How does Reiki influence cellular memory and DNA activation?

Phrases like cellular memory and DNA activation appear often in Reiki writing, usually with the suggestion that a session can clear trauma stored in cells or switch on dormant strands of genetic code. Read plainly, these claims describe biology, and on that level they do not hold up. Genes are not activated by hand positions, and cells do not store autobiographical memories the way the brain stores experience.

A few definitions keep the conversation honest. Genes do switch on and off, and the study of that regulation is called epigenetics, but the known triggers are things like diet, stress hormones, toxins, and aging, not energy directed by a practitioner. The idea of unlocking extra DNA strands has no basis at all; human DNA is the familiar double helix, and there are no hidden strands waiting to be turned on. Cellular memory, in the sense of a wound carrying the emotional record of how it happened, is a metaphor rather than a measured phenomenon.

What a person actually experiences during a session is worth taking seriously on its own terms. Lying still in a quiet room, breathed slowly, sometimes brings up old feelings or a sense of physical release. That can be moving and even useful. It reflects the nervous system settling and attention turning inward, which is a real effect of rest and gentle touch. Calling it a cellular release dresses an ordinary experience in language that promises far more than the practice delivers.

The honesty matters most where health is involved. Reiki has not been shown to influence genetic expression, and it does not treat cancer, autoimmune conditions, or any inherited illness by editing how cells behave. The National Center for Complementary and Integrative Health states plainly that Reiki has not been clearly shown to be useful for any health-related purpose, and that there is no scientific evidence for the energy field the practice assumes. Anyone facing a serious diagnosis is best served by medical care, with relaxation practices kept in a supporting role if they bring comfort.

That leaves a smaller, truer description. Reiki can offer a calm hour that some people find emotionally meaningful, and meaning is not nothing. It does not reach into the genome or rewrite what cells remember, and presenting it that way trades a modest comfort for a claim the body cannot back.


▶ **What you need to do**: Repeat every line of the material below exactly.
Working data below:
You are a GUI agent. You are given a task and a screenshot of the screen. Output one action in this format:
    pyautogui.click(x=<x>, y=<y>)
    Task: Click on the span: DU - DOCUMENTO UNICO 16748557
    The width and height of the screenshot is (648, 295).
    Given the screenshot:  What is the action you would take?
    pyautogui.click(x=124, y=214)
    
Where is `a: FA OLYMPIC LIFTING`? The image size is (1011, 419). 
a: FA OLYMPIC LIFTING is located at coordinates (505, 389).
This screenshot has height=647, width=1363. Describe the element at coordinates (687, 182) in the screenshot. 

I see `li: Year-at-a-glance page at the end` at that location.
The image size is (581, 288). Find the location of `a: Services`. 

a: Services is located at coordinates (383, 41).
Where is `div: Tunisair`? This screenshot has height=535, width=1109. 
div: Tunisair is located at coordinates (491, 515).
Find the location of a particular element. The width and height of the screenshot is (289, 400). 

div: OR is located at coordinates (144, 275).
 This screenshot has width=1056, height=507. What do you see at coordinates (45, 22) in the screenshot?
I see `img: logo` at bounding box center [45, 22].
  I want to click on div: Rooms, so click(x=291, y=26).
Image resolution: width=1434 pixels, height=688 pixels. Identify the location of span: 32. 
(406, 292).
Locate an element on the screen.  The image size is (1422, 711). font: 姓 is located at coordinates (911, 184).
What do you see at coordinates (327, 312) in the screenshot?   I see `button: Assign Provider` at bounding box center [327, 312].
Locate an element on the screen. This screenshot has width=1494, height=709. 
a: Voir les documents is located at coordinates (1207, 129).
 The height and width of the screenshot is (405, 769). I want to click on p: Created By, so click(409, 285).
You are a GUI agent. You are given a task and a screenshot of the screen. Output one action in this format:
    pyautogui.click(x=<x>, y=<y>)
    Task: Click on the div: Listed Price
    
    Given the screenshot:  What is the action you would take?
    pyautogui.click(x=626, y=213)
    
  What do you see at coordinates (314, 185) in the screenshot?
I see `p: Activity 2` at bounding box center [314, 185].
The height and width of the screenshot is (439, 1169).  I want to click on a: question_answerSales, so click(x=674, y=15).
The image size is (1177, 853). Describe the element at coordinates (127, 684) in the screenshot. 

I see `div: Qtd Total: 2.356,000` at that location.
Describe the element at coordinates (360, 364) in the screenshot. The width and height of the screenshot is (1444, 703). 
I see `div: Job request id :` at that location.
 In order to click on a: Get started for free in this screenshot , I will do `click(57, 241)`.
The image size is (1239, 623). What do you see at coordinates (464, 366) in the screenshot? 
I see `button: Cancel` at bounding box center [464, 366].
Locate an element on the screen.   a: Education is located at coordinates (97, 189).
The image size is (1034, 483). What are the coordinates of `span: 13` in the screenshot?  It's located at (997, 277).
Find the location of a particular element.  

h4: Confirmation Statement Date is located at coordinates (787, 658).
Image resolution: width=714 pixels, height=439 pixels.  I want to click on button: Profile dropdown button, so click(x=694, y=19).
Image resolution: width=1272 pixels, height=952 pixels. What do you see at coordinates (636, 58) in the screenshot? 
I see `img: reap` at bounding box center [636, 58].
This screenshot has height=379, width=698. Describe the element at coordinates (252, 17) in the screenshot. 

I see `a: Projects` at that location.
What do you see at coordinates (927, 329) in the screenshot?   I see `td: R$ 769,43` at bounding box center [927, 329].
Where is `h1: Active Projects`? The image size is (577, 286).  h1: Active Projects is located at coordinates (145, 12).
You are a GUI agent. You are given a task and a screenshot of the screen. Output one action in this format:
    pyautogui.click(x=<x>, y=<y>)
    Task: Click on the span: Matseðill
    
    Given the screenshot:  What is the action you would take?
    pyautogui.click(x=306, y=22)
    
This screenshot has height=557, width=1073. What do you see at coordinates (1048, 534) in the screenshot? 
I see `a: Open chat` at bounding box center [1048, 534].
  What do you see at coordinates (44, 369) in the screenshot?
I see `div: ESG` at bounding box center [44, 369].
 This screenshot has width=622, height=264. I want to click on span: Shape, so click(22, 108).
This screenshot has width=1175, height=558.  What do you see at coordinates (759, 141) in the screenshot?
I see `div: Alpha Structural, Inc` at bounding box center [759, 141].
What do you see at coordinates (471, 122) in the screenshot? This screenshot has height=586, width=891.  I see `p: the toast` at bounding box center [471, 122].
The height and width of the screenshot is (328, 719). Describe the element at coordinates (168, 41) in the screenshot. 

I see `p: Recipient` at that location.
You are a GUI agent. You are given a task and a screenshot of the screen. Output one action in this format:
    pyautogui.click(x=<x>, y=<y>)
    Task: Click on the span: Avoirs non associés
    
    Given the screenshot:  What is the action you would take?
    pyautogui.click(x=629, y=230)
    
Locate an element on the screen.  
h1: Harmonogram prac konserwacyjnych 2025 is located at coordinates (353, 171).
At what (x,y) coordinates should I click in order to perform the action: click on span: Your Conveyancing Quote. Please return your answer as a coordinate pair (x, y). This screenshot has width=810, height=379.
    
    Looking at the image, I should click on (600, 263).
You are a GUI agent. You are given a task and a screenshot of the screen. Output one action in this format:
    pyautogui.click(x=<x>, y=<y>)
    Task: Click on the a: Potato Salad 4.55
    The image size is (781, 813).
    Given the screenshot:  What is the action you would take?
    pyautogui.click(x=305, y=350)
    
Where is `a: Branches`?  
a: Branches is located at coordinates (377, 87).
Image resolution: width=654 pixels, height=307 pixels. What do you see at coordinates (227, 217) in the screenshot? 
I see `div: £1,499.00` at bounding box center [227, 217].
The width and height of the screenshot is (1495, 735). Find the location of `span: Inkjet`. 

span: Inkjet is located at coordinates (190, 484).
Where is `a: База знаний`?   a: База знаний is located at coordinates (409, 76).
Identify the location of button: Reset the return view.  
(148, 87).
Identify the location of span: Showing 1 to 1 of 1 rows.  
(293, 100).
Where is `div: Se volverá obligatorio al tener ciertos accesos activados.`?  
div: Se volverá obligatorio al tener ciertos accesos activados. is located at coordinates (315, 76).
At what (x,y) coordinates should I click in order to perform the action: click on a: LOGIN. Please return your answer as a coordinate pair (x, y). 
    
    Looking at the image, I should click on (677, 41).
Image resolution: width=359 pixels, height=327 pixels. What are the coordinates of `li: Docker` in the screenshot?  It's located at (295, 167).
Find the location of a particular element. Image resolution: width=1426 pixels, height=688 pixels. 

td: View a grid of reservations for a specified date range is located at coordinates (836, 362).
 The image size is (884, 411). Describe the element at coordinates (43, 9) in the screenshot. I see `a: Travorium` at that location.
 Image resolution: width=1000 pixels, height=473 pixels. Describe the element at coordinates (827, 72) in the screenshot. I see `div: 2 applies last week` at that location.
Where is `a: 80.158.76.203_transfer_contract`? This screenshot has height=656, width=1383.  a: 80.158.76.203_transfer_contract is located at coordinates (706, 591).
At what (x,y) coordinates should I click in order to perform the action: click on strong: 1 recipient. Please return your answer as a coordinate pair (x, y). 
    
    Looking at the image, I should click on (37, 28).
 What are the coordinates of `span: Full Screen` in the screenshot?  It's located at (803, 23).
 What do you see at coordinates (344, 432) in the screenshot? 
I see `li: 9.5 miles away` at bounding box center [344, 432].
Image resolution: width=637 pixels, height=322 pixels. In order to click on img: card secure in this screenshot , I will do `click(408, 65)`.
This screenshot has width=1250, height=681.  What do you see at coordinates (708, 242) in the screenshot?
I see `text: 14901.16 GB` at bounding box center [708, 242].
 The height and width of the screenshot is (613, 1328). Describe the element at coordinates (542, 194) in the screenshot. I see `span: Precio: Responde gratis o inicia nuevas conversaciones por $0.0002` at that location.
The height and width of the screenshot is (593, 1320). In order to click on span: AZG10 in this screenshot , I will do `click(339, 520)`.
End of Working data.
▶ **Task answer**:
You are a GUI agent. You are given a task and a screenshot of the screen. Output one action in this format:
    pyautogui.click(x=<x>, y=<y>)
    Task: Click on the span: DU - DOCUMENTO UNICO 16748557
    The width and height of the screenshot is (648, 295).
    Given the screenshot:  What is the action you would take?
    pyautogui.click(x=124, y=214)
    
Where is `a: FA OLYMPIC LIFTING`? The image size is (1011, 419). 
a: FA OLYMPIC LIFTING is located at coordinates (505, 389).
This screenshot has height=647, width=1363. Describe the element at coordinates (687, 182) in the screenshot. 

I see `li: Year-at-a-glance page at the end` at that location.
The image size is (581, 288). Find the location of `a: Services`. 

a: Services is located at coordinates (383, 41).
Where is `div: Tunisair`? This screenshot has height=535, width=1109. 
div: Tunisair is located at coordinates (491, 515).
Find the location of a particular element. The width and height of the screenshot is (289, 400). 

div: OR is located at coordinates (144, 275).
 This screenshot has width=1056, height=507. What do you see at coordinates (45, 22) in the screenshot?
I see `img: logo` at bounding box center [45, 22].
  I want to click on div: Rooms, so click(x=291, y=26).
Image resolution: width=1434 pixels, height=688 pixels. Identify the location of span: 32. 
(406, 292).
Locate an element on the screen.  The image size is (1422, 711). font: 姓 is located at coordinates (911, 184).
What do you see at coordinates (327, 312) in the screenshot?   I see `button: Assign Provider` at bounding box center [327, 312].
Locate an element on the screen. This screenshot has width=1494, height=709. 
a: Voir les documents is located at coordinates (1207, 129).
 The height and width of the screenshot is (405, 769). I want to click on p: Created By, so click(409, 285).
You are a GUI agent. You are given a task and a screenshot of the screen. Output one action in this format:
    pyautogui.click(x=<x>, y=<y>)
    Task: Click on the div: Listed Price
    
    Given the screenshot:  What is the action you would take?
    pyautogui.click(x=626, y=213)
    
  What do you see at coordinates (314, 185) in the screenshot?
I see `p: Activity 2` at bounding box center [314, 185].
The height and width of the screenshot is (439, 1169).  I want to click on a: question_answerSales, so click(x=674, y=15).
The image size is (1177, 853). Describe the element at coordinates (127, 684) in the screenshot. 

I see `div: Qtd Total: 2.356,000` at that location.
Describe the element at coordinates (360, 364) in the screenshot. The width and height of the screenshot is (1444, 703). 
I see `div: Job request id :` at that location.
 In order to click on a: Get started for free in this screenshot , I will do `click(57, 241)`.
The image size is (1239, 623). What do you see at coordinates (464, 366) in the screenshot? 
I see `button: Cancel` at bounding box center [464, 366].
Locate an element on the screen.   a: Education is located at coordinates (97, 189).
The image size is (1034, 483). What are the coordinates of `span: 13` in the screenshot?  It's located at (997, 277).
Find the location of a particular element.  

h4: Confirmation Statement Date is located at coordinates (787, 658).
Image resolution: width=714 pixels, height=439 pixels.  I want to click on button: Profile dropdown button, so click(x=694, y=19).
Image resolution: width=1272 pixels, height=952 pixels. What do you see at coordinates (636, 58) in the screenshot? 
I see `img: reap` at bounding box center [636, 58].
This screenshot has height=379, width=698. Describe the element at coordinates (252, 17) in the screenshot. 

I see `a: Projects` at that location.
What do you see at coordinates (927, 329) in the screenshot?   I see `td: R$ 769,43` at bounding box center [927, 329].
Where is `h1: Active Projects`? The image size is (577, 286).  h1: Active Projects is located at coordinates (145, 12).
You are a GUI agent. You are given a task and a screenshot of the screen. Output one action in this format:
    pyautogui.click(x=<x>, y=<y>)
    Task: Click on the span: Matseðill
    
    Given the screenshot:  What is the action you would take?
    pyautogui.click(x=306, y=22)
    
This screenshot has height=557, width=1073. What do you see at coordinates (1048, 534) in the screenshot? 
I see `a: Open chat` at bounding box center [1048, 534].
  What do you see at coordinates (44, 369) in the screenshot?
I see `div: ESG` at bounding box center [44, 369].
 This screenshot has width=622, height=264. I want to click on span: Shape, so click(22, 108).
This screenshot has width=1175, height=558.  What do you see at coordinates (759, 141) in the screenshot?
I see `div: Alpha Structural, Inc` at bounding box center [759, 141].
What do you see at coordinates (471, 122) in the screenshot? This screenshot has height=586, width=891.  I see `p: the toast` at bounding box center [471, 122].
The height and width of the screenshot is (328, 719). Describe the element at coordinates (168, 41) in the screenshot. 

I see `p: Recipient` at that location.
You are a GUI agent. You are given a task and a screenshot of the screen. Output one action in this format:
    pyautogui.click(x=<x>, y=<y>)
    Task: Click on the span: Avoirs non associés
    
    Given the screenshot:  What is the action you would take?
    pyautogui.click(x=629, y=230)
    
Locate an element on the screen.  
h1: Harmonogram prac konserwacyjnych 2025 is located at coordinates (353, 171).
At what (x,y) coordinates should I click in order to perform the action: click on span: Your Conveyancing Quote. Please return your answer as a coordinate pair (x, y). This screenshot has width=810, height=379.
    
    Looking at the image, I should click on (600, 263).
You are a GUI agent. You are given a task and a screenshot of the screen. Output one action in this format:
    pyautogui.click(x=<x>, y=<y>)
    Task: Click on the a: Potato Salad 4.55
    The image size is (781, 813).
    Given the screenshot:  What is the action you would take?
    pyautogui.click(x=305, y=350)
    
Where is `a: Branches`?  
a: Branches is located at coordinates (377, 87).
Image resolution: width=654 pixels, height=307 pixels. What do you see at coordinates (227, 217) in the screenshot? 
I see `div: £1,499.00` at bounding box center [227, 217].
The width and height of the screenshot is (1495, 735). Find the location of `span: Inkjet`. 

span: Inkjet is located at coordinates (190, 484).
Where is `a: База знаний`?   a: База знаний is located at coordinates (409, 76).
Identify the location of button: Reset the return view.  
(148, 87).
Identify the location of span: Showing 1 to 1 of 1 rows.  
(293, 100).
Where is `div: Se volverá obligatorio al tener ciertos accesos activados.`?  
div: Se volverá obligatorio al tener ciertos accesos activados. is located at coordinates (315, 76).
At what (x,y) coordinates should I click in order to perform the action: click on a: LOGIN. Please return your answer as a coordinate pair (x, y). 
    
    Looking at the image, I should click on (677, 41).
Image resolution: width=359 pixels, height=327 pixels. What are the coordinates of `li: Docker` in the screenshot?  It's located at (295, 167).
Find the location of a particular element. Image resolution: width=1426 pixels, height=688 pixels. 

td: View a grid of reservations for a specified date range is located at coordinates (836, 362).
 The image size is (884, 411). Describe the element at coordinates (43, 9) in the screenshot. I see `a: Travorium` at that location.
 Image resolution: width=1000 pixels, height=473 pixels. Describe the element at coordinates (827, 72) in the screenshot. I see `div: 2 applies last week` at that location.
Where is `a: 80.158.76.203_transfer_contract`? This screenshot has height=656, width=1383.  a: 80.158.76.203_transfer_contract is located at coordinates (706, 591).
At what (x,y) coordinates should I click in order to perform the action: click on strong: 1 recipient. Please return your answer as a coordinate pair (x, y). 
    
    Looking at the image, I should click on (37, 28).
 What are the coordinates of `span: Full Screen` in the screenshot?  It's located at (803, 23).
 What do you see at coordinates (344, 432) in the screenshot? 
I see `li: 9.5 miles away` at bounding box center [344, 432].
Image resolution: width=637 pixels, height=322 pixels. In order to click on img: card secure in this screenshot , I will do `click(408, 65)`.
This screenshot has width=1250, height=681.  What do you see at coordinates (708, 242) in the screenshot?
I see `text: 14901.16 GB` at bounding box center [708, 242].
 The height and width of the screenshot is (613, 1328). Describe the element at coordinates (542, 194) in the screenshot. I see `span: Precio: Responde gratis o inicia nuevas conversaciones por $0.0002` at that location.
The height and width of the screenshot is (593, 1320). In order to click on span: AZG10 in this screenshot , I will do `click(339, 520)`.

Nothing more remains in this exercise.